As someone who got their PhD and then did a year as post-doc in a high-impact periodontology lab, DO NOT underestimate the time and shear determination it takes to do a PhD. You're looking at about 50 hrs a week between experiments, literature searches, and writing if you want to publish in a journal that's not garbage. Additionally, most dental research journals are horrid, and I'm not trying to flex nuts or anything, it's just the truth.
Doing your PhD is nothing like undergrad research and one really needs a great deal of self discipline to finish on time since you're being trained as an independent researcher. Hell, sometimes it's just luck! I lost atleast 7 weeks one summer because there was a H. pylori outbreak at Charles River and they had to start my KO mouse line all over again. I even waited two months for one of my my gingivalis antibodies because our cell culture facility got a mycoplasma infection and killed everyones hybridomas.
Why do I mention this? Because some days you just want to say, "F*ck This!" and walk out of lab. Call me a masochist, but it's the love of research that kept getting me out of bed the very next day. If you don't truly LOVE research, doing a DDS/PhD is a very poor decision, regardless of how many loans you might have. The funding situation for academic research in this country is awful, and I believe the lowest in history (if you account for inflation). In my experience from talking with associate-professors, your pay is also tied to the amount of grant money you bring in.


• [Exercise objective]:
Report every line of the records beneath this task that holds the string "JSON".
▼▼▼
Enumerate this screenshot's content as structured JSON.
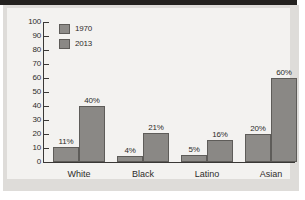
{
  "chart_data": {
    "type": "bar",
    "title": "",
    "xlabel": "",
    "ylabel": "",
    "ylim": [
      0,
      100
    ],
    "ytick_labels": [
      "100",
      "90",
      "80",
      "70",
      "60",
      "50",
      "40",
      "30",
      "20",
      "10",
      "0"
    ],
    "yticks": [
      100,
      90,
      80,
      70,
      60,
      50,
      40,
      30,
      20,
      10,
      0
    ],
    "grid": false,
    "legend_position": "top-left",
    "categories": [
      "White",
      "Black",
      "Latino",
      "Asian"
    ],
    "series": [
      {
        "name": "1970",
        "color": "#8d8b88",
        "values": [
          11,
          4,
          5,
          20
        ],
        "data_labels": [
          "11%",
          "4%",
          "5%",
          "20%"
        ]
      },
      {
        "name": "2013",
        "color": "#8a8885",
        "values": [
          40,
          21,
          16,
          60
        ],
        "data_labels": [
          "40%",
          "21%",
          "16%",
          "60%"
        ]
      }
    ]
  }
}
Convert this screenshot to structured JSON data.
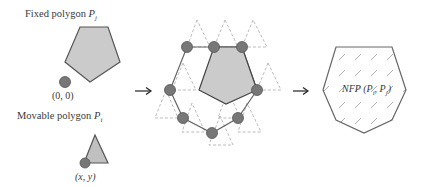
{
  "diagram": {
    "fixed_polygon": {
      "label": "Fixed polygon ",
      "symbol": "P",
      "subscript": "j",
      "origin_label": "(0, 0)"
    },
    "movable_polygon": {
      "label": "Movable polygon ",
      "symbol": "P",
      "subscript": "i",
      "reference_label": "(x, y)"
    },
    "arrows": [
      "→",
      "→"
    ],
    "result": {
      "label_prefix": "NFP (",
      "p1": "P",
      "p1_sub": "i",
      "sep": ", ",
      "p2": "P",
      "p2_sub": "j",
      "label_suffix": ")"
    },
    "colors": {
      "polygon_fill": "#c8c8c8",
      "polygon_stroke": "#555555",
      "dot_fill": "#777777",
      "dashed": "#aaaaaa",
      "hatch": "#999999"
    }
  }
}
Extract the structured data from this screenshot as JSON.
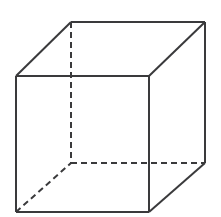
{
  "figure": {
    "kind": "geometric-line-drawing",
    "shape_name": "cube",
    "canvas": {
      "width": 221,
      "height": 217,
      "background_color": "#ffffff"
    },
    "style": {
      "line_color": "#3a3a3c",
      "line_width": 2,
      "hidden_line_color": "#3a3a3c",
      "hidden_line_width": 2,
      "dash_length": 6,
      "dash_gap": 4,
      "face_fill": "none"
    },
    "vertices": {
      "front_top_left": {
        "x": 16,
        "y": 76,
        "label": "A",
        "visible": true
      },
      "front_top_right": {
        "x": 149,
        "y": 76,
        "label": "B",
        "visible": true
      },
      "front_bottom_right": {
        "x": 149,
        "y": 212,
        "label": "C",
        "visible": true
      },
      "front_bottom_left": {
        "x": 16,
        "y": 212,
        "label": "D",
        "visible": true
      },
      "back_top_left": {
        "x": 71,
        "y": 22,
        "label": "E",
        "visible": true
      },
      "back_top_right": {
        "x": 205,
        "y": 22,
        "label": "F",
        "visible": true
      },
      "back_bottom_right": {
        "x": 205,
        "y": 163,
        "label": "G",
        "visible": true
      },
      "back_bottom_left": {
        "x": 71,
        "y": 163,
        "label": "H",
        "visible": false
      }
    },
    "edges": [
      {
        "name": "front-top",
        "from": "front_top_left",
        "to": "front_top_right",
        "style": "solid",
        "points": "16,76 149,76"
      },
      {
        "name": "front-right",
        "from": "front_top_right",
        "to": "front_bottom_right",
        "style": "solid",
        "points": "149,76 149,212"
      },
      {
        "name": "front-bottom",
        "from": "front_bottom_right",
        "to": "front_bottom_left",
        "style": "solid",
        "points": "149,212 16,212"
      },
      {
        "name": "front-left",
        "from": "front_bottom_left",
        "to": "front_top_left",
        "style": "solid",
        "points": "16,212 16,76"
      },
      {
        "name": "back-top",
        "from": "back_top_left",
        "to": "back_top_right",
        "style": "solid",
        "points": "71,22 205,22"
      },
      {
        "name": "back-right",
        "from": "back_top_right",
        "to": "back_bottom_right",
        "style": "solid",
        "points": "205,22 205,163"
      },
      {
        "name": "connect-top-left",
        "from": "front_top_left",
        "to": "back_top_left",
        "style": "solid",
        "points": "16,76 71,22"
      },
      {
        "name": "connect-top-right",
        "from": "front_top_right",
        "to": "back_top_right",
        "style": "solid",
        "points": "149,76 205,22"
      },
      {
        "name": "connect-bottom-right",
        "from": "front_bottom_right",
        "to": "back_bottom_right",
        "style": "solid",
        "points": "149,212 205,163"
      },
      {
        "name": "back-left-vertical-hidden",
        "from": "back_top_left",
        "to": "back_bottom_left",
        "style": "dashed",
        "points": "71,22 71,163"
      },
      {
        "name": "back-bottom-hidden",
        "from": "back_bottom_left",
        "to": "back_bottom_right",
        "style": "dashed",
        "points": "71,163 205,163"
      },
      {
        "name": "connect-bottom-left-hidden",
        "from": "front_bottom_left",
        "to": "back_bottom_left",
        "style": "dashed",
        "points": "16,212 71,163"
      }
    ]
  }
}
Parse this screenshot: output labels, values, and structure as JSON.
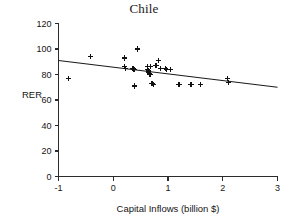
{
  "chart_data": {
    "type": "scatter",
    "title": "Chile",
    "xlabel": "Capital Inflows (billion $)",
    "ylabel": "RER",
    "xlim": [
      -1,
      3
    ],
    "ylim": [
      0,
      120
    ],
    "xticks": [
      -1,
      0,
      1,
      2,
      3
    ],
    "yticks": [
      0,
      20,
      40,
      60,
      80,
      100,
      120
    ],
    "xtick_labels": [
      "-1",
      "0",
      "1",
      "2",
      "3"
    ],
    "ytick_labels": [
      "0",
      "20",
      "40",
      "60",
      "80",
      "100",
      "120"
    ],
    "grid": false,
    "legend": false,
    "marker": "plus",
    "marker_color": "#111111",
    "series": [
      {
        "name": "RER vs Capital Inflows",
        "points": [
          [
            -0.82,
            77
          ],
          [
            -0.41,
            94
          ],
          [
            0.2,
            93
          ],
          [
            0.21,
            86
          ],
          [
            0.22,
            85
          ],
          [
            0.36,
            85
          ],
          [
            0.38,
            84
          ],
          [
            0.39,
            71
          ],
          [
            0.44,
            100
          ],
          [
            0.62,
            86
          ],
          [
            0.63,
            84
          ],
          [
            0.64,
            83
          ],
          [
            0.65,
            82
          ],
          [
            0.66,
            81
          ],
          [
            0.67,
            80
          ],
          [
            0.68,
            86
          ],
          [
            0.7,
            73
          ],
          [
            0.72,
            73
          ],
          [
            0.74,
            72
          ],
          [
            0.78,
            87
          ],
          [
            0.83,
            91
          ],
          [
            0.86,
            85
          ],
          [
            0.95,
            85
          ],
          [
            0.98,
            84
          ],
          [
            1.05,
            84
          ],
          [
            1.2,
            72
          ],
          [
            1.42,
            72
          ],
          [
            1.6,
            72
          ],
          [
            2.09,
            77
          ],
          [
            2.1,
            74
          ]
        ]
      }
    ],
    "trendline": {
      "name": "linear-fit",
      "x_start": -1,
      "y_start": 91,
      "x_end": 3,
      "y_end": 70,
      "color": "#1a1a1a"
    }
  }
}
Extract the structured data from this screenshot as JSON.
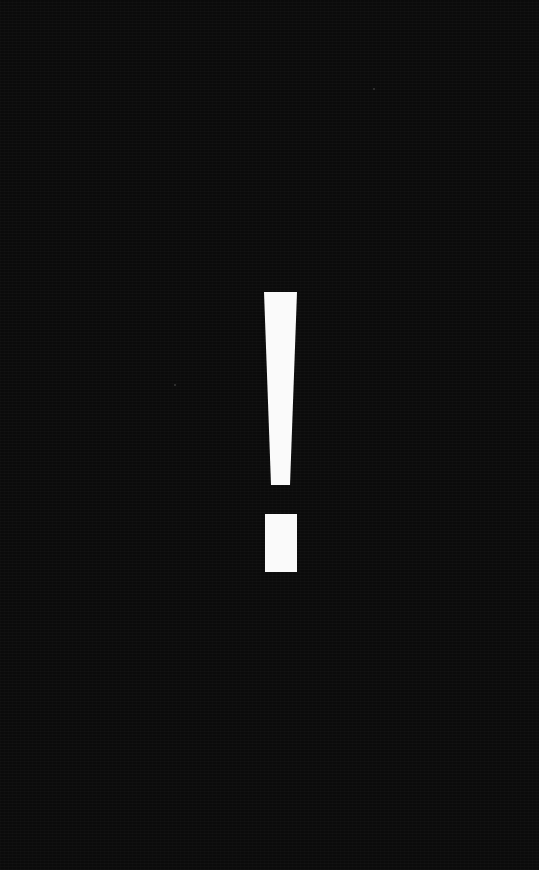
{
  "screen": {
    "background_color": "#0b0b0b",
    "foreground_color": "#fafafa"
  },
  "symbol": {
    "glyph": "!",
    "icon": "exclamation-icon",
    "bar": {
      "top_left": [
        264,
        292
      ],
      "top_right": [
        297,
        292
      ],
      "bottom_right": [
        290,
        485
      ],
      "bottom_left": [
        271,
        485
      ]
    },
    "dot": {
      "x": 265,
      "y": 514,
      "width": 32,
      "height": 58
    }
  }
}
▲▲▲
▼▼▼
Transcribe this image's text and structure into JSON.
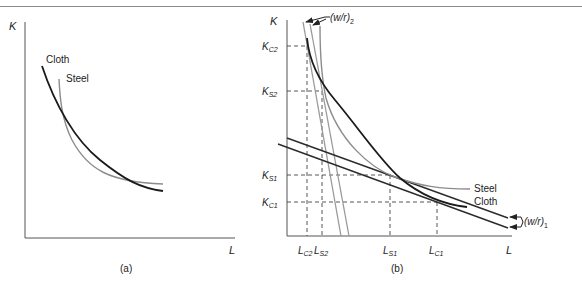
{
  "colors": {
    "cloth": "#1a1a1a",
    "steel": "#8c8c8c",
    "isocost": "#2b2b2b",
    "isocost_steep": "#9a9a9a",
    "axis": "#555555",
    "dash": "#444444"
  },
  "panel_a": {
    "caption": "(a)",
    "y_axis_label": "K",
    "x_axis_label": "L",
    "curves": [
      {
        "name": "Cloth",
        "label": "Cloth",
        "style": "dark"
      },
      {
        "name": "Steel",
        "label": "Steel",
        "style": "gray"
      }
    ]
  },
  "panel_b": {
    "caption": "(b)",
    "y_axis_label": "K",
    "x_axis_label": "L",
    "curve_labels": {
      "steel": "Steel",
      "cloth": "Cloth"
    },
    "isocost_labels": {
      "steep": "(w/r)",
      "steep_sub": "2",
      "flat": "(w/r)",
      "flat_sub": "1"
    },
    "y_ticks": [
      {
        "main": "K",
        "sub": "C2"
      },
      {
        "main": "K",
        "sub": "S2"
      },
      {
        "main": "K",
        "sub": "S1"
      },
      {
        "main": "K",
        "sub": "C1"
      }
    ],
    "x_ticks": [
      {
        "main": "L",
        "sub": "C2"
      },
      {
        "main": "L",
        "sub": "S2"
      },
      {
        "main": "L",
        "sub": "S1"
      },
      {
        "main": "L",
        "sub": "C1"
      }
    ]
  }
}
▲▲▲
• [Answer to the exercise]:
Enumerate this screenshot's content as structured JSON.
Convert this screenshot to structured JSON data.
Extract the structured data from this screenshot as JSON.
Parse this screenshot: output labels, values, and structure as JSON.
Extract the structured data from this screenshot as JSON.
Transcribe this image's text and structure into JSON.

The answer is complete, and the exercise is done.